Fortnightly Magazine - July 2012

Solar Boost

Hybridizing fossil plants with solar thermal technology.

Utilities are testing options for adding solar capacity to existing steam power plants. Concentrated solar thermal boosters increase plant efficiency and reduce emissions, while helping utilities to cost-effectively meet renewable mandates.

Security and the States

The regulator’s role in promoting cybersecurity for the smart grid.

State commissions can select from a toolkit of regulatory approaches to promote desired utility cybersecurity behavior. One approach is to allow the industry to selfregulate, and another approach is to leave the job to the federal government. But sofar, neither the industry nor the federal government have developed and implemented adequate standards for securing the smart grid. States can play a constructive role—albeit perhaps not in the form of traditional regulation.

Regulatory Gordian Knot

EPA’s new water, waste, and air regulations complicate power plant compliance.
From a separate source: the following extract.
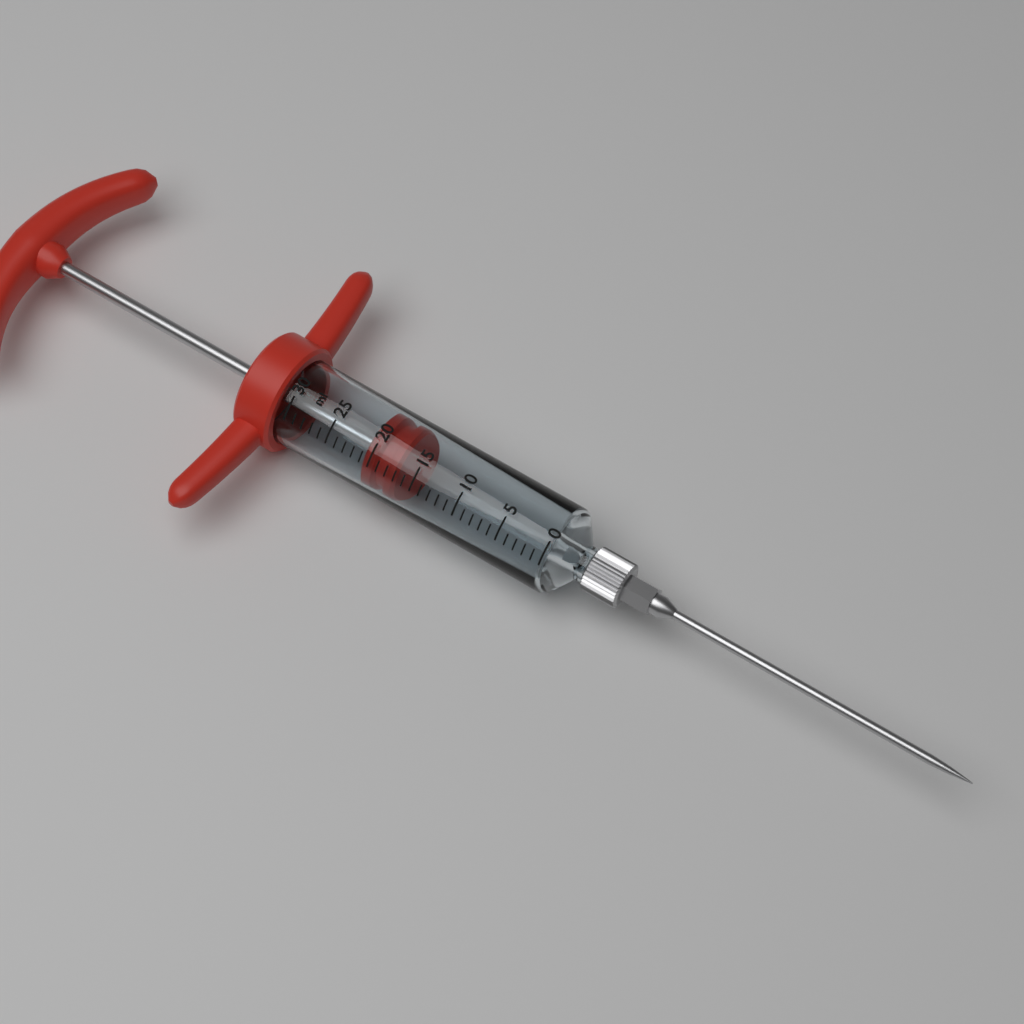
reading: 17 ml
New environmental requirements under the Clean Water Act (CWA) will add to the already complex burden of compliance for power plants. As the Environmental Protection Agency moves forward with cooling water and effluent standards, utilities and generators will have to deal with overlapping rules and conflicting policy goals.

Orchestrating Outages

IT systems ease the pain of power plant restarts.

Squeezing plant outage duration by days or even weeks can save the industry billions of dollars in lost running time. The San Onofre outage is just the most visible example of what’s at stake for the industry. New outage management technologies and processes allow generators to coordinate outages and get critical plants back online quickly and efficiently.

Vendor Neutral

(July 2012) NRC renews Entergy Pilgrim nuclear license. San Francisco selects EnerNOC. Entergy contracts with Comverge. FPL adds Quantum Ford F-150 PHEVs to its fleet. Lincoln Renewable Energy dedicates 12.5-MW NJ Oak solar project.

Rooftop Tsunami

Utilities sound the alarm as PV nears grid parity.

A growing wave of rooftop PV projects is starting to look ominous to some utilities. Will lawmakers accept utilities’ warnings at face value—or will they suspect they’re crying wolf?

People (July 2012)

Southern Company announced changes in the company’s management team. Great Plains Energy and Kansas City Power & Light (KCP&L) appointed Scott Heidtbrink as executive v.p. and COO of KCP&L and greater Missouri operations. NV Energy announced two senior leadership appointments. Pacific Gas & Electric (PG&E) appointed Jesus Soto Jr. as senior v.p. of gas transmission, operations, engineering, and pipeline integrity. And others...

Letters to the Editor (July 2012)

(July 2012) Thanks for your enlightening editorial about the problems of feed-in tariffs for photovoltaic installations and the distortions they are causing in cost responsibilities among electric utility customers. While these issues are an immediate and growing concern, an entirely different set of problems will emerge over the next decade as the share of renewables in total generation approaches the high levels being dictated by most regulatory authorities.

The Methane Myth

Incompetence and overreach at the EPA.

The EPA’s new method for measuring the amount of methane that escapes from natural gas wells is based on flawed data. Oklahoma’s attorney general says this misguided policy decision treads on state regulatory authority and stifles resource development.